If I Never Met You(79)
‘This is pure misogyny. Those tomatoes are highly relevant to his therapist’s notes, not yours.’
Emily nodded.
‘Then there’s the sex. What am I doing? The people I sleep with, we all have the same problem. The moment we find something is there for the taking, we don’t want it anymore. How fucked up is that?’
‘Is that what it is? You go off someone once they fancy you back?’
Emily nodded. ‘Kind of, yeah. I choose things that I know will short circuit. There must be some psychological blockage or self-loathing, else why do I hate myself so much to sleep with someone like him?’
They both glanced back at the tomato art.
‘You’ve had a scare,’ Laurie said, ‘But some of this is bad luck, playing the odds. Sooner or later you were going to encounter a nutter.’
‘Guess so. With my incredible numbers.’
‘I didn’t mean that!’
‘I know.’
‘Can I ask something? Do you think the thing with men is, you’re frightened of needing someone, of relying on them?’
Jamie had given her an insight.
‘Yeah, maybe?’ Emily said, pulling her hair off her face.
‘You always got the horror at your mum being so reliant.’
Emily had the most suburban, timid parents Laurie had ever met, and her mum used to have her housekeeping cash for the week put in a biscuit tin by her dad. In a way, no wonder Emily came blazing out of it like a comet. Her older sister had moved herself to Toronto, aged nineteen.
Emily sniffed. ‘I met a man through work recently and he asked me out and I said no, as I could tell he wanted a girlfriend. I liked him, but I thought, I’ll only mess it up. And: better I reject him and he carries on thinking I’m unattainable and great, than finds out the bitter truth. That’s wildly messed up, isn’t it?’
‘I think that’s something a lot of people do. What is the bitter truth?’
‘That I’m fake. That I’m dull. That sometimes, when I go to do a wee I do an unexpected fart instead that sounds like a bear complaining.’
Laurie rolled onto her side with the force of the laughter.
‘I’m serious!’ Emily said, through her own laughter. ‘If he gets to know me, he won’t love me.’
‘Or, he’ll love you even more?’
‘High stakes,’ Emily said.
‘That’s the deal, I think, with love,’ Laurie said. ‘But I got to know you, and only loved you more.’
‘Oh, you.’
They embraced.
‘Can I suggest something?’ Laurie said, ‘Can I suggest we spend a day in together, watching films, eating takeaway food, and completely erasing the lunatic tomato creep from memory?’
Emily nodded. ‘We could ask Nadia over, too.’
‘Yes!’
They put on music and Laurie made coffee and they did the kind of low key, chatting and pottering you could only really do with a very close, very long-term friend. Laurie felt there was a secret of how to live life buried in this unusual Sunday: they had turned a negative into a positive reason to spend time together, to remind themselves of how valuable they were to each other. Laurie had thought Dan was the source of the unconditional love in her life, but actually it was Emily: she wasn’t going to turn round and say sorry, she’d found a new Laurie.
It just happened. We shared Spotify playlists. She’s who I confide in now.
Nadia arrived half an hour later, in trademark hat. ‘Show me the crime scene,’ she said.
They pointed her to the counter.
‘Oh my God! Report him to the police, at once!’ Nadia bellowed.
‘What for, GROCERY REARRANGEMENT?!’ Emily shrieked.
When they’d finished laughing, Laurie said: ‘Did you get ’em?’
‘Oh yeah,’ said Nadia, disgorging three packets of cherry tomatoes from her backpack.
Laurie tore a packet open and started building an ‘R’.
‘What are you doing?’ Emily said.
‘I’m writing ROB HATES WOMEN in tomatoes, which you are then going to take a photo of, send to him, and block him before he can reply. Nadia, you work on “women”,’ Laurie said.
Laurie thought Emily might argue but she observed their quiet industry in awe.
‘This is …’ Emily teared up. ‘Everything.’
32
Dad
Darling just seen this, sorry to hear – his loss!! The wedding piss-up is at Cloud 23 a week this Friday, we’ve hired the place out so give them your name on the door. Bring a friend if you want. Can’t wait to see you! Nic’s gone completely fucking bridezilla by the way, she’s absolutely spanked the plastic. She’ll probably look like something out of the Moulin Rouge with fuckin’ ostrich feathers. So get your gladrags on. Love you darling. Austin. Xxx PS no gifts ta, we’re drowning in towels
A wedding reception, notice given, ‘a week Friday.’ On a Wednesday. So what, nine days? Her dad had outdone himself.
And Laurie wasn’t going to tell him that the way modern messaging services worked, ‘just seen this’ no longer cut it as a fob off. It had never cut it anyway. ‘His loss’ and a sad face emoticon, after eighteen years, wow.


• [Aim of the task]
Return every line of the listing below, unchanged, from its first line to the line holding "The width and", that line included.

• [Data in this exercise]
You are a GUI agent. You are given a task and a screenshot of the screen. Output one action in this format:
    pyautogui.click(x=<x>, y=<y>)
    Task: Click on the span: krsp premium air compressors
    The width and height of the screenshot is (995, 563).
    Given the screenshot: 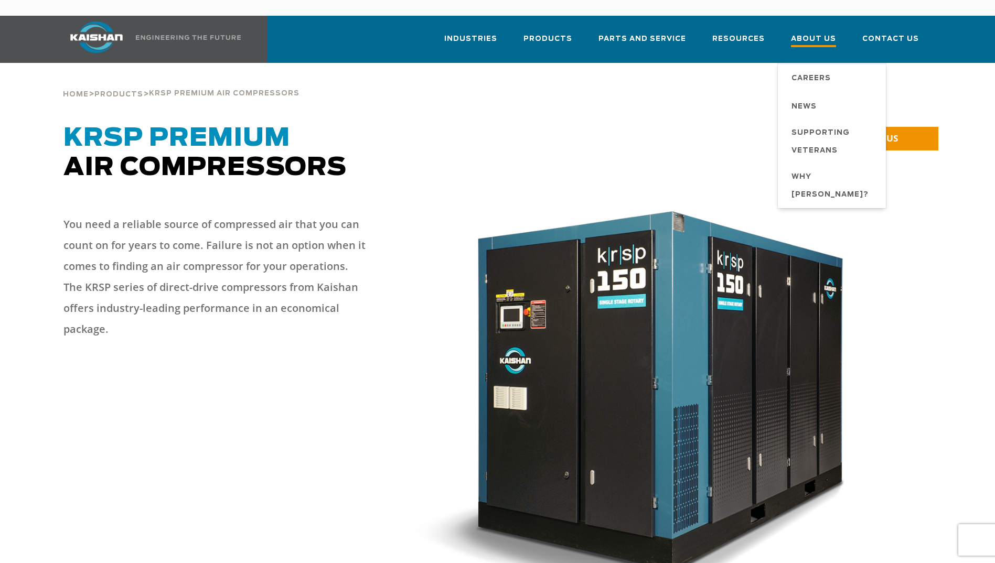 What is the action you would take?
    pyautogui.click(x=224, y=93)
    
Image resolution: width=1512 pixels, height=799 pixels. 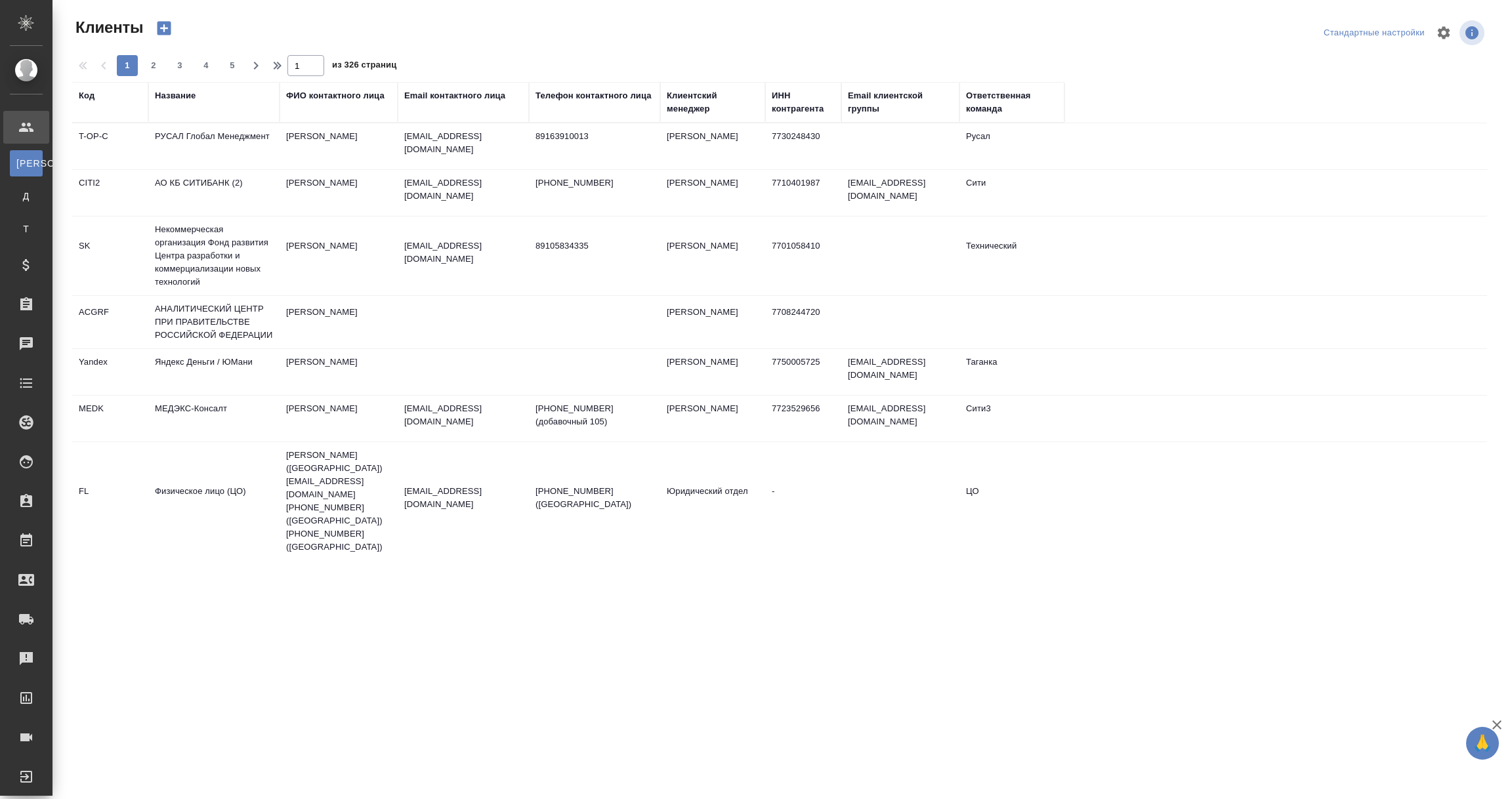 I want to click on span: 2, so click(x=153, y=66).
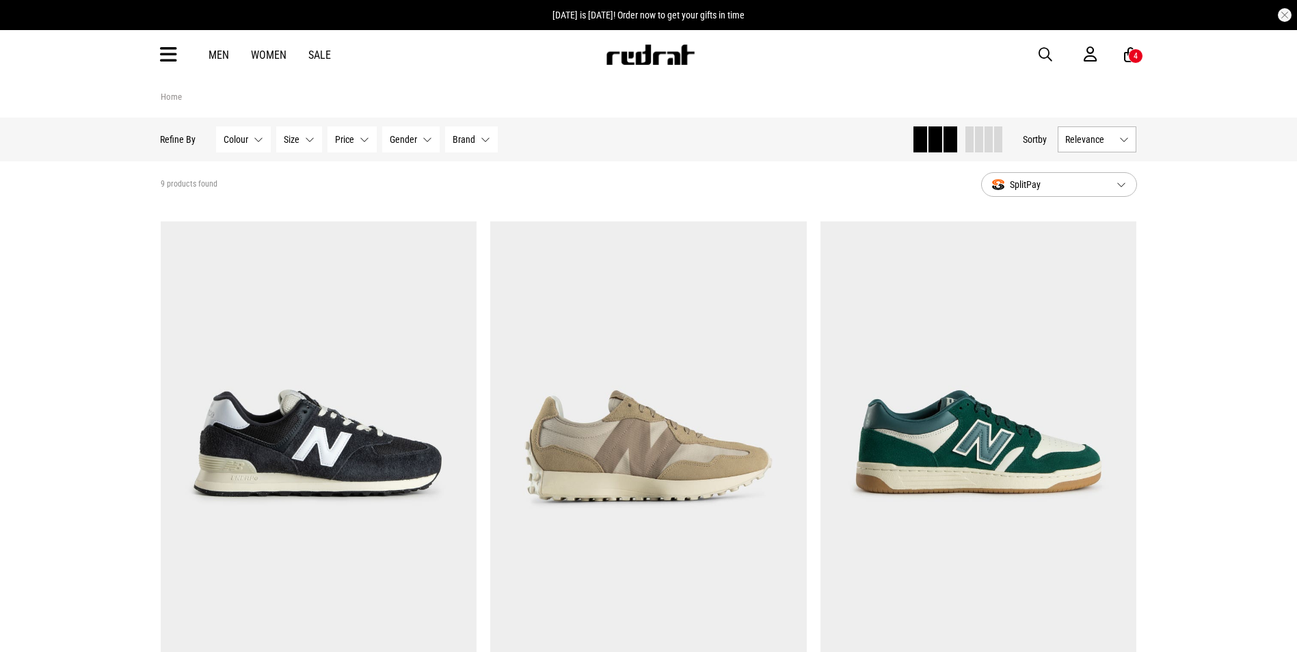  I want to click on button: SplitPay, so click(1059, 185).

• [Your response]
You are a GUI agent. You are given a task and a screenshot of the screen. Output one action in this format:
    pyautogui.click(x=<x>, y=<y>)
    Task: Click on the span: krsp premium air compressors
    The width and height of the screenshot is (995, 563).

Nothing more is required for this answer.